Helping patients and clinicians make shared decisions about earlier use of brain technologies

Improving Shared Decision Making in Early use of Neurotechnologies Across Different Disease Stages

NIH-funded research Pennsylvania State University, the · NIH-11360190

This project will create and test a patient-friendly decision tool to help people with neurological conditions, their caregivers, and clinicians weigh the risks and benefits of using advanced neurotechnologies earlier in the course of illness.

Quick facts

Grant typeR01 grant
Study typeNIH-funded research
Funding institutionPennsylvania State University, the NIH-funded
Lab location1 site (University Park, United States)
Project IDNIH-11360190 on NIH RePORTER

What this research studies

You would be invited to share your experiences and preferences about using advanced brain technologies through interviews, surveys, or focus groups with researchers, caregivers, and clinicians. The team will use what they learn to build a patient-centered decision aid following international decision-aid standards and a pragmatic neuroethics approach. They will pilot the tool with people at different stages of a neurological disease to check clarity, usefulness, and whether it supports shared decisions. Feedback will be used to refine the tool so it works for patients, caregivers, and clinicians across disease stages.

Who could benefit from this research

Good fit: Ideal participants are people with neurological conditions who are facing or may face decisions about advanced neurotechnologies (and their caregivers and treating clinicians).

Not a fit: People without neurological conditions or those not considering advanced brain technologies are unlikely to benefit directly from this work.

Why it matters

Potential benefit: If successful, the decision aid could help patients and caregivers understand options more clearly and make choices that better match their values and goals.

How similar studies have performed: Patient decision aids have improved decision quality in other medical areas, but applying such tools specifically to early use of neurotechnologies is relatively new.
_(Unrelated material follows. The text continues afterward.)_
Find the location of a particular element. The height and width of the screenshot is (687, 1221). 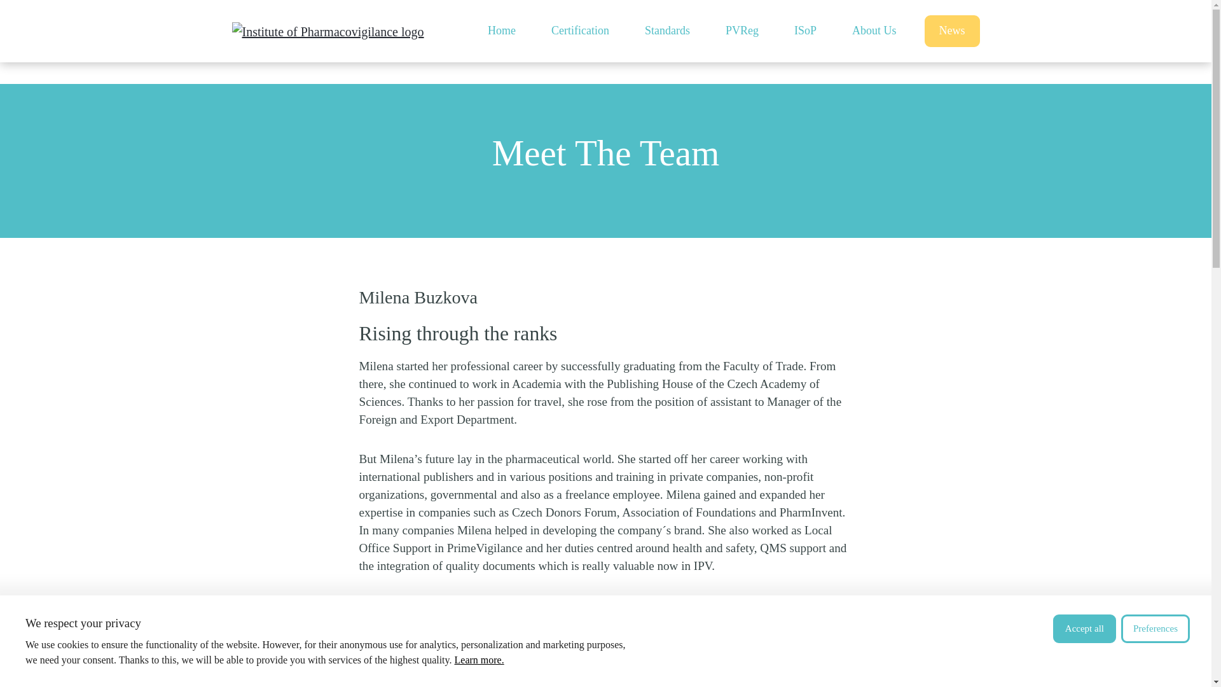

News is located at coordinates (952, 31).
Where this research is happening

University Park, United States

Researchers

About this research

  1. This is an active NIH-funded research project — typically early-stage science, not a clinical trial accepting patient enrollment.
  2. Some NIH-funded labs run parallel clinical studies or seek volunteers for related work. To check, contact the principal investigator or institution listed above.
  3. For full project details, budget, and progress reports, visit the official NIH RePORTER page below.
Last reviewed 2026-06-10 by the Find a Trial editorial team. Information on this page is for educational purposes and is not medical advice. Always consult qualified healthcare professionals about clinical trial participation.